The next day I got a few bites, and over the next few days and weeks, I conducted multiple interviews with pastors, activists and residents throughout the community. One interview emerged with a pastor of a church who had lost 15 congregants to COVID-19 over several weeks.

I also was put in touch with a 65-year-old city resident who lost his wife, daughter, father-in-law and brother to the virus. I sat down with him in his home, as he described in detail how the coronavirus swept through him home and left him by himself.

I spoke with a city activist who became a vital source in describing Newark during the ‘80s, ‘90s and early 2000s, and the ways in which the city has changed since then. She also revealed painful moments of her past while growing up in Newark, including the loss of her father as a child after his body mysteriously washed up on the beach in Brigantine, New Jersey, in 1981, abandoned more than 120 miles from home. She revealed personal traumas that had left many scars.

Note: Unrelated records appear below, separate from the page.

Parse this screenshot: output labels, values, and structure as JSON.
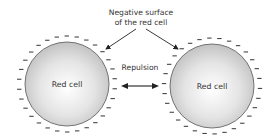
{
  "diagram": {
    "annotation": {
      "line1": "Negative surface",
      "line2": "of the red cell"
    },
    "center_label": "Repulsion",
    "cells": [
      {
        "label": "Red cell"
      },
      {
        "label": "Red cell"
      }
    ],
    "charge_symbol": "−",
    "colors": {
      "cell_fill_center": "#ffffff",
      "cell_fill_edge": "#c4c4c4",
      "cell_outline": "#555555",
      "charge": "#333333",
      "arrow": "#222222"
    }
  }
}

Another city activist described in detail what it was like to live during the 1967 uprising. And how far the city has come, which he attributed to Newark’s unique resilience.

I met with funeral home directors who described the horror they saw — the overwhelming number of bodies that flooded their businesses during the height of the pandemic.

Finally, I was getting somewhere. My ultimate goal in writing this story was to offer a nuanced picture of the city and its residents — to deliver something more insightful than the simplified stories so often written about Newark that only focus on crime and corruption. These facets were still part of the story, but they were far from the complete picture.

I wanted to tell the stories of the people of Newark who had suffered so immensely during the first months of the COVID-19 pandemic — stories so intrinsically tied to socioeconomic, health and racial factors often overlooked in daily headlines.